Monday, February 12, 2007

A cowboy of faith

ROB DINWOODIE, the five-year-old from Lavoie, 10 miles from Viking, Alberta, on Highway 10, wasn't shocked by the miracle healing of his brother Keith's little horse, Fury; after all as little boys they had asked Jesus to heal the animal.
And Dinwoodie, now 47 and the father of three women, aged 26, 25 and 19, still believes in miracles.
After all he was born into a Christian home where his mother, Martha, had been healed by God of polio when she was only 16.
"My grandmother's sister, Aunt Kate, worked as a house maid and she said she met Jesus. She apparently was very disraught and wanting to know the meaning of life. One day she was hanging out clothes on the line when a man in white came. He didn't say anything, but her life was transformed. Aunt Kate was the most bubbly lady that I have ever met and she prayed for my Mom, Martha, when she was 16, who had polio and my Mom was completely healed."
Rob's mother was not supposed to have any children, but she had six.
Into such a world Rob was born; and that heritage has followed him all his days.
When I visited with him early Sunday afternoon in his Old Kamloops Road home, it reminded me of being in a well-appointed "tack room" with Dinwoodie's paintings hanging on the walls and the cowboy decor evident in every nick and corner. He had just come back from the Multiplex where internationally-known horse trainer Pat Pirelli was showing his skills and later in the day, he and his group, "Dogwood Road" had been invited to attend the baptism of a friend at Okanagan Lake.
"The woman, who I had witnessed to, said that I had spoken to her in an understanding manner."
Dinwoodie has not always followed the Lord in all he does.
"It was in Vernon as a young man, I was not living for the Lord. I would work through the week and then party. One day, I passed out by the railway tracks and a friend of mine picked me up. It was then I thought, 'I'm still His child.' It's like today with my own children ... I don't like everything they do, but my love for them never ceases. They are my children."
After moving to Winnipeg, he married his wife, Jocelyne, and they in turn moved to Alberta and were "drawn to the Billy Graham crusade in Edmonton in 1979."
It was during that crusade that he and Jocelyn "gave our lives to the Lord. It was true salvation, we were truly converted."
In a publicity release, it explains that Dinwoodie has loved horses and the cowboy way of life since childhood. He;s a self-taught guitarist and writer of contemporary Western songs. Since 1996, Rob and Jocelyne have entertained international guests with their cowboy show, 'Lasso the Moon' at Vernon's Historic O'Keefe Ranch and Silver Star Mountain Resort. Rob's full-time job as Range Manager with the B.C. Forest Service affords him the opportunity to work daily with the ranchers and cowboys he lauds in song.
His group, named Dogwood Road, was once known as the Desperadoes. He laughs and says, "church people don't like the word desperadoes, sounds like a bunch of gangsters. But that wasn't the reason I changed it. There was a group down in the States by that name."
The band is comprised of Jack Bernhardt on accordion and keyboards, Don Baum on bass guitar, Frank Kelly (a native of Newfoundland) on lead guitar and Rick Larson on drums.
"All are Born-Again Believers. I think the Lord has brought us together," said Dinwoodie.. "Sometimes I think that because we are out in the world that we're somehow going to get tarnished by the world as if somehow we have attained our salvation. We have to live, work and play in the world. Christ gave me my salvation. Of course, I have to choose my music well. In fact, I write most of the material. I call it western lyric.
"If you look around our house at the various bits and paintings, you will realize I have had this thing with the cowboy. That was all I ever wanted to be."
Then he went on to say, "That's all I ever dreamed about. At school I wouldn't do my work. I was drawing horses and cowboys so as I grew up my music became a bigger part of my life. I started writing songs."
Dinwoodie exemplifies a philosophy that has slowly died in the modern era.
"I want to do well the "gifts" God has given me with respect to music and arts and do it well so that when they see Rob Dinwoodie and Dogwood Road or whoever I am associated with, they know they are going to get the very best and I want to glorify God."
In the final analysis of the well-known musician and artist, Dinwoodie said, himself: "I don't call myself anything, Kaye. I just want to be called a man who follows after God. At the end of my life, if God would say, 'you're a man after My own heart. I like to get stroked like everyone else, but when it comes down to the end of the day ... that He would smile and say, 'Yeah, that's My son."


Work instructions: The required result is every line of the records that includes "type".

Stored items:
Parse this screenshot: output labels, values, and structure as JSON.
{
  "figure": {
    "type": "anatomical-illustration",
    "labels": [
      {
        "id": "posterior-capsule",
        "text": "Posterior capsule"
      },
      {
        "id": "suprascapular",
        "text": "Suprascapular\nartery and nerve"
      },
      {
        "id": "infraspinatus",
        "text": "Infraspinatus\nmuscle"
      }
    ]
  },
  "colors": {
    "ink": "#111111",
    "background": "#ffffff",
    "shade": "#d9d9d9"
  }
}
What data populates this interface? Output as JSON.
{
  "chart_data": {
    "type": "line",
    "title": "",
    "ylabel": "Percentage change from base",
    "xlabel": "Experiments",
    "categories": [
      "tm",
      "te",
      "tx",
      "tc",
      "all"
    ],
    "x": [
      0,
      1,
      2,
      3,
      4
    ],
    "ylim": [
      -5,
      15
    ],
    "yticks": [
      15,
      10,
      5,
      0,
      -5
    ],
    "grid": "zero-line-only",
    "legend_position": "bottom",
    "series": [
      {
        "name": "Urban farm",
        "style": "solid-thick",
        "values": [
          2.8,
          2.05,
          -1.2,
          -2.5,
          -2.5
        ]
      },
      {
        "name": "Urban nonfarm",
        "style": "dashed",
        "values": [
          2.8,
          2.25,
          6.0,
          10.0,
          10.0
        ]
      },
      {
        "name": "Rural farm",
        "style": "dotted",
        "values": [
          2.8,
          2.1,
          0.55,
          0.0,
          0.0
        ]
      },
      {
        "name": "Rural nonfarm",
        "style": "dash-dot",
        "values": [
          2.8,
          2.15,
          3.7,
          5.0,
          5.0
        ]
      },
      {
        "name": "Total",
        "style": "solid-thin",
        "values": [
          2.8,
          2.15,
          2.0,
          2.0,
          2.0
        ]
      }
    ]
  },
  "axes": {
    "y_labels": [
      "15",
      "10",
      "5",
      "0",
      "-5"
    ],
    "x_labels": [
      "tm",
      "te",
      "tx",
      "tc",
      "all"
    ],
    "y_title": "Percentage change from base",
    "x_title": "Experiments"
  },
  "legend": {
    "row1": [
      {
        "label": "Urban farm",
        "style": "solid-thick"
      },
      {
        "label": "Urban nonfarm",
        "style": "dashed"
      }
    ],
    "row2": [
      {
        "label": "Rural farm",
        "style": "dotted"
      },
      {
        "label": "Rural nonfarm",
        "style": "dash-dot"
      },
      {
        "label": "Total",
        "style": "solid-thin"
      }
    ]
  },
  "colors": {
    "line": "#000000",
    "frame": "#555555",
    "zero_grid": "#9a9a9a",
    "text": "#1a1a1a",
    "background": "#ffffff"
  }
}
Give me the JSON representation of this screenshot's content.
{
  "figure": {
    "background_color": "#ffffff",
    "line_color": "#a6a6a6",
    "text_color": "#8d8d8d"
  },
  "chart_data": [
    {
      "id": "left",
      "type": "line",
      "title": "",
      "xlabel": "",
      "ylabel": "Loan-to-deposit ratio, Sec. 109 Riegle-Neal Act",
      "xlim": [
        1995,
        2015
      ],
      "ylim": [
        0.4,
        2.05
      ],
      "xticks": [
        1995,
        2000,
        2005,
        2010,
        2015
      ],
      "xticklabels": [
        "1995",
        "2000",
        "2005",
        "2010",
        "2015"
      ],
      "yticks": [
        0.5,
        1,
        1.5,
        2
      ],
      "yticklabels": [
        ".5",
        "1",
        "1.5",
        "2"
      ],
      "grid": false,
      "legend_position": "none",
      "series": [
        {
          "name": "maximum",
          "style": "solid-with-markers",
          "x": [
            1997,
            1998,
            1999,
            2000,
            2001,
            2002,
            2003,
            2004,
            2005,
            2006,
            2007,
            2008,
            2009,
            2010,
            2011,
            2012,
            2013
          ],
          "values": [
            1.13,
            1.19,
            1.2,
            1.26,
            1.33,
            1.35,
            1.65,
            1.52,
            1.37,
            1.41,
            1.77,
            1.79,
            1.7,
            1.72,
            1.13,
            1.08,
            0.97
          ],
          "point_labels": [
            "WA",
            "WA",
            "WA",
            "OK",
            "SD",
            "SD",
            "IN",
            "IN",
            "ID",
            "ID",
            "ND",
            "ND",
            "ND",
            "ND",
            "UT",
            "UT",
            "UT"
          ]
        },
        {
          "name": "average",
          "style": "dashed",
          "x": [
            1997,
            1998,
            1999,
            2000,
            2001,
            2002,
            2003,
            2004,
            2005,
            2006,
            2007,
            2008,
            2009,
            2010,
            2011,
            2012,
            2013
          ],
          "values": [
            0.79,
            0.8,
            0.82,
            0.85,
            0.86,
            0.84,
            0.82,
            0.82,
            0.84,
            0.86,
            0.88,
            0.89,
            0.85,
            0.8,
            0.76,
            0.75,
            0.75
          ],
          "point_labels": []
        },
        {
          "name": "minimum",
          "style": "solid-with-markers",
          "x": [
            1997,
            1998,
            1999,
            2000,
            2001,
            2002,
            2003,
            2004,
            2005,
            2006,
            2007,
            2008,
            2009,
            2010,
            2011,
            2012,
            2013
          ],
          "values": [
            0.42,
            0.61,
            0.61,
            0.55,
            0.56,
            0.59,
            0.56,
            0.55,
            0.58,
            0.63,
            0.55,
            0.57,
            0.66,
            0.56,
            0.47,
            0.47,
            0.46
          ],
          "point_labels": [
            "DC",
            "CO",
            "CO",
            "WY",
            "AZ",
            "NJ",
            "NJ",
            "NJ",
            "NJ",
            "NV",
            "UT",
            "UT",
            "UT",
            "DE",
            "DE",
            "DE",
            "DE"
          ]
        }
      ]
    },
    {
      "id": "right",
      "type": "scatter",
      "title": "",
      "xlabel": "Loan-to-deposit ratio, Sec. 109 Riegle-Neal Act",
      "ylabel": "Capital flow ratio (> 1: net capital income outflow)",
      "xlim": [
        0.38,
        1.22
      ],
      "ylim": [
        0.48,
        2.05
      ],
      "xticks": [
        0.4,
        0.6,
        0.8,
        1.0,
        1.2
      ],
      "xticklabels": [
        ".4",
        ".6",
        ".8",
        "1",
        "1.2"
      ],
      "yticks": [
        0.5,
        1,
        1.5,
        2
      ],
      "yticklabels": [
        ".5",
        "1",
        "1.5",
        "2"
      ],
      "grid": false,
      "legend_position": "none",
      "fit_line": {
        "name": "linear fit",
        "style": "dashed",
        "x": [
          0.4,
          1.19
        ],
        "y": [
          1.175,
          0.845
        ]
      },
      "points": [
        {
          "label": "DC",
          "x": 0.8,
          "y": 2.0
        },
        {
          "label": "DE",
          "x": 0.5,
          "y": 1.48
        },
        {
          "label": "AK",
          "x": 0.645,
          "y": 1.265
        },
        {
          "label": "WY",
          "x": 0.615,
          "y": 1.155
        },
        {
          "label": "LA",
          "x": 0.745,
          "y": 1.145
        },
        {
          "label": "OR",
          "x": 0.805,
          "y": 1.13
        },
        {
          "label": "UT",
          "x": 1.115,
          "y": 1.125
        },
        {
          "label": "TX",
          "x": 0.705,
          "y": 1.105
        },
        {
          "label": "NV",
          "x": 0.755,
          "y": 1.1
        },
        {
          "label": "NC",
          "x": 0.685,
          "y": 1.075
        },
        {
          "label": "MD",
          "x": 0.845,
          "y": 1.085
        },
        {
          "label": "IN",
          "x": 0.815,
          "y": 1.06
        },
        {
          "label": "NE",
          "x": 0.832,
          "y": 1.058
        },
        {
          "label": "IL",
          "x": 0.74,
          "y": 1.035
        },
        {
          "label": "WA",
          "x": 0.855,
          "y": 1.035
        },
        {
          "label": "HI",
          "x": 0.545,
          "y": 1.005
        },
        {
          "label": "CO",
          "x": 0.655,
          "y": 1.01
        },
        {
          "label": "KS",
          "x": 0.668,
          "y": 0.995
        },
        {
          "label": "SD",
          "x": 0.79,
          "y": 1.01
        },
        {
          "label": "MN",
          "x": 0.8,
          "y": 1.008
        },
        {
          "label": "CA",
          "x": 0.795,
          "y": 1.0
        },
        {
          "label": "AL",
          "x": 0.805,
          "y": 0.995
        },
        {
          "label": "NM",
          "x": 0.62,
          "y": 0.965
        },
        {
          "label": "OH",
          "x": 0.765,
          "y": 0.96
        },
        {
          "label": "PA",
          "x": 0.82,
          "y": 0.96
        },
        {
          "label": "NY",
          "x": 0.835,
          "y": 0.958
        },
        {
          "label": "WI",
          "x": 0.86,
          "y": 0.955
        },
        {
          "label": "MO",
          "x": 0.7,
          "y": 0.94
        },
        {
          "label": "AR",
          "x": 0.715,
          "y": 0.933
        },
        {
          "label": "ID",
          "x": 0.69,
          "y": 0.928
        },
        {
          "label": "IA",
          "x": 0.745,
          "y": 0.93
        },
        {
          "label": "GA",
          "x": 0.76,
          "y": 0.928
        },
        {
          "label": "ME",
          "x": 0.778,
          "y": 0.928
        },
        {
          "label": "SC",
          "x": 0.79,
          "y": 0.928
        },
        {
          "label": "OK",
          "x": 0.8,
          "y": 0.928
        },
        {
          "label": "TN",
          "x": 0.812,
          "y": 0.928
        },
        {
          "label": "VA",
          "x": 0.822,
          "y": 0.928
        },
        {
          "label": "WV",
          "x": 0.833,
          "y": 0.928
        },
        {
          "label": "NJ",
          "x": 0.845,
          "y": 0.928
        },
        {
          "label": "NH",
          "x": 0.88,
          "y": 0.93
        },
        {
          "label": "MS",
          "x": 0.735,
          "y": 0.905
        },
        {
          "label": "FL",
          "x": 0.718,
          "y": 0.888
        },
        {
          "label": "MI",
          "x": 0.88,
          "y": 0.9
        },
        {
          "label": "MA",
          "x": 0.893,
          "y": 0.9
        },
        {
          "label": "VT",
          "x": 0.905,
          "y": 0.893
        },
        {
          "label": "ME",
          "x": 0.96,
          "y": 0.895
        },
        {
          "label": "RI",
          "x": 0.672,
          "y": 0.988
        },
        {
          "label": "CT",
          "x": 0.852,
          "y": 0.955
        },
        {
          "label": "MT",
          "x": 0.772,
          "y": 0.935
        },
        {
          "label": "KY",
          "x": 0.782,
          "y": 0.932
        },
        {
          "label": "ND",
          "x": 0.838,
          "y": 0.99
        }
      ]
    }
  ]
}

Response area:
    "type": "anatomical-illustration",
    "type": "line",
      "type": "line",
      "type": "scatter",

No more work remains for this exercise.